I have used standard github and graphite reviews. I tend to prefer what I mentioned in my original post than graphite stacked PR review (which are essentially atomic commits)
Yes I also advocate for squash-before-merge, so a lot of little commits is doesn't show up in the main history.
> For me personally, the sweet spot is currently a mix of stacked-commits and the PR workflow: Use a single commit as the unit of review, and polish that commit using a PR, and use the commit descriptions within that PR to tell the story of you responding to feedback. Then, squash merge that commit.
To me time spent on commit polishing (and dealing with conflicts) is time not spent on product. Author comments on PR review, squash-before-merge, and sit-together with reviewer for big PRs to me seems a better compromise. I don't think super polished git history is worth the extra effort for most types of product, as long as I can track a change down to a PR discussion that is enough to me. From there I can track PR review commit changes individually if needed.
Like it is so uncommon for me to go digging on git history that deeply, usually all I care is "code behaving weird && line changed < 1 month ago then probably a bug introduced then"

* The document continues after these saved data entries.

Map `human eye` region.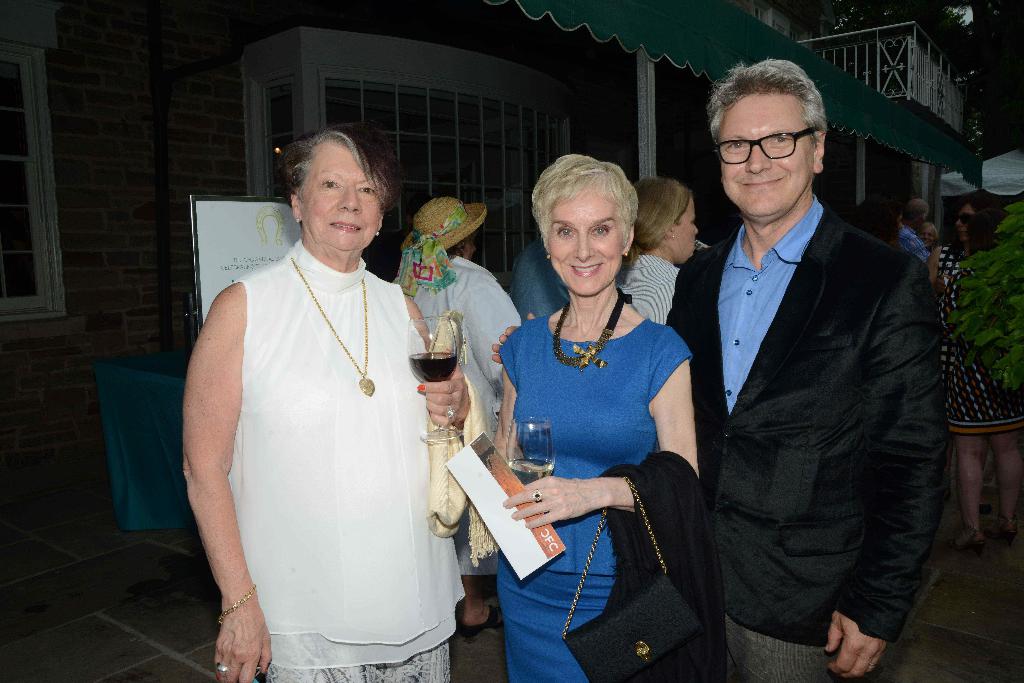
Mapped to <bbox>354, 182, 379, 195</bbox>.
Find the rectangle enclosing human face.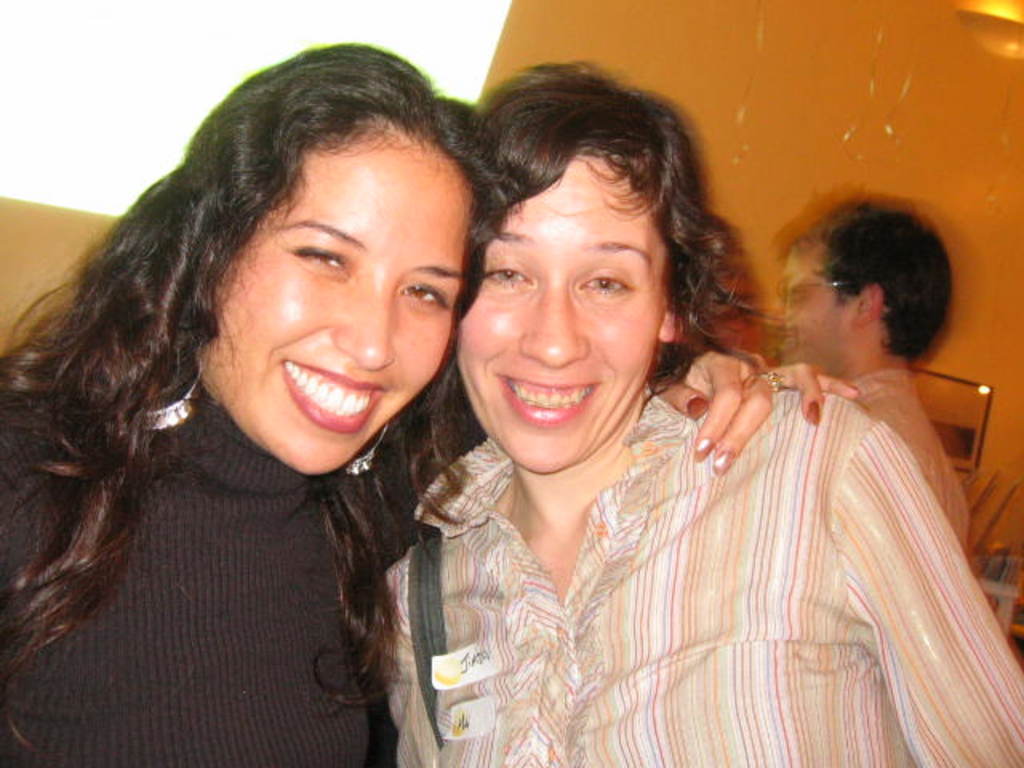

Of course if you are working on aviation software and the like maybe the priorities are different. But I have spent way too much time dealing with rebase conflicts when trying to chop up my PRs into smaller commits. Dealing with these conflicts often introduces bugs too.
Google has the Google Play Services, which can be remotely updated via the Play Store, as has been done for the COVID exposure notification system [0]. Google's Play Protect already hooks into the installation process and could be updated to enforce the signatures.